Healthy Relationships: Justice vs. Mercy (Part 2 of 4)

Greetings and welcome to my post. For this month, I want to focus on this intentional question: Do you want to pursue justice in solving problems or do you want to pursue mercy and grace. When problems come up in a relationship, is it your strategy and focus to try to find ways to seek justice and truth of how to solve relationship problems or is it your intention to try to focus on providing grace and mercy to the person and problem?

The biggest challenge for those people who want to pursue justice when it comes to addressing problems or people is the way in which they feel conditions need to be in place in order for justice to be served.
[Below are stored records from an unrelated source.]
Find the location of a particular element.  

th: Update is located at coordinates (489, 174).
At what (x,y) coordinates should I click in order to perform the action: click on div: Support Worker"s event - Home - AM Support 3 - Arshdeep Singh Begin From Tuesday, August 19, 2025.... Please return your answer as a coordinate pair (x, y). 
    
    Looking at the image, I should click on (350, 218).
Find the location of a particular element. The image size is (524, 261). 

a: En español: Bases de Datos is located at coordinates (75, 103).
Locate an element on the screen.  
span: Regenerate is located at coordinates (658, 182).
So if I steal your car, justice says I want my car back and you need to receive consequences and make wrong right by paying me back not only by returning my car but also having additional consequences placed on me. Stealing a car is one thing; a spouse or close friend telling me that I need to pay because I hurt you is another thing.
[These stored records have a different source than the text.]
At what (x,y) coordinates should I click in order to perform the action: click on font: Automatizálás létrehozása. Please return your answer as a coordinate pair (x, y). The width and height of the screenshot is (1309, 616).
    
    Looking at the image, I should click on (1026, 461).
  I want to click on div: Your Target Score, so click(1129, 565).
When your spouse or best friend or close family member hurts you and does something wrong, do you view this injury through the lens of justice where someone has to pay and you place conditions on them? Justice and conditions go together but they can go together in an unhealthy way. The person who has been injured and hurt wants justice done and they will look over at their spouse and observe them to see if they can be trustworthy and will place conditions on them. As a result, love becomes conditional; trust becomes conditional, intimacy becomes conditional.

Relationships become unhealthy when we start to place conditions on someone. Conditions say this: Well, I will love you if you do this and if you don’t do that. Conditions say my love for you has to be earned, my trust to you has to be earned, once you not only pay for the consequences of hurting me I know sit in the judges chair and I have the authority to observe and put conditions on you to see if you will obey and do it my way or if you will not comply or obey to my conditions.

At the root of conditional love and trust is this attitude: What is in it for me? Conditional love is about proving you can love me, looking for ways to see if the other person can please the hurting person, help the hurting person, and meet the expectations and conditions I have placed on you for me. Justice is all about me. What can you do for and to me to meet what I expect so that you are responsible to fix or help cure my hurt by performing or doing certain things as conditions that I expect from you. Justice is about performing, pleasing, earning, and expecting the other person to meet my conditions.

It is almost like you say to the one who has hurt you: you have to walk on eggshells around me and you have to walk on some type of tightrope like being in the circus. Now get up there on the tightrope and do the right thing and don’t slip or fall of the tight rope because if you do, I will not catch you but instead I will condemn you and be punitive that you have not yet done it right. The ‘it’ maybe living up to this conditions and the other person is watching, observing and testing you to see if you can meet my expectations and conditions.

It addition, if you unintentional hurt the other person, the hurting person may start to think that it is intentional and they start to look for evidence that this person does not like or love them. They look for clues or cue’s to validate their thinking that aha, there he or she goes again, I knew that I could not trust them! The hurting person looks for ways to connect some dots to come up with some formula that leads to evidence and conclusion this person is not living up to my conditions. The sad part is that the one who hurt may not even know this is going on with the other person and then they get blindsided by the one who is hurt and not even know they have hurt them. Usually the one how gets hurts grows silent, concludes the one hurting them does not care, and rarely says anything about the hurt at the time. They just quietly lick their wounds and protect themselves from being rejected or abandoned and come up with this false conclusion: I had better pull away from you first before you hurt and abandon me again.

As you can tell, the person you hurt you then concludes, oh, I get it. When I am good and right and please and perform up to your conditions, then I gain your love and pass the test. But boy oh boy, If I fail to live up to these conditions, than that means I better not slip off the tight rope, I had better walk the line, and I better do it right as I fear not meeting your conditions. Therefore the person who hurts you falls into this idea: I guess I have to straighten up, I am in the Army now, and I had better march according to your ways and do what you please so Sargent so and so does not yell, get mad, and sit in the position of authority judging you and observing you that you are walking the line.

When unhealthy relationships has the intention of applying justice to the other person and to the other person, than the relationship shifts love to fairness, from acceptance to conditions, and from freedom to control. Justice is looking for ways to control so that the other person is walking the line and you, the conditional controlling person is looking for evidence that you are repairing the relationship my way and doing it my way. I define the conditions and I define the justice and I determine if you have fulfilled the consequences so that I may now be ready to love and trust you again. And when the patterns happens in unhealthy relationships, this only leads to mistrust, suspiciousness, no freedom, and ongoing pressure in the relationship to perform to the standards that justice demands. And this will never work. Thanks for reading.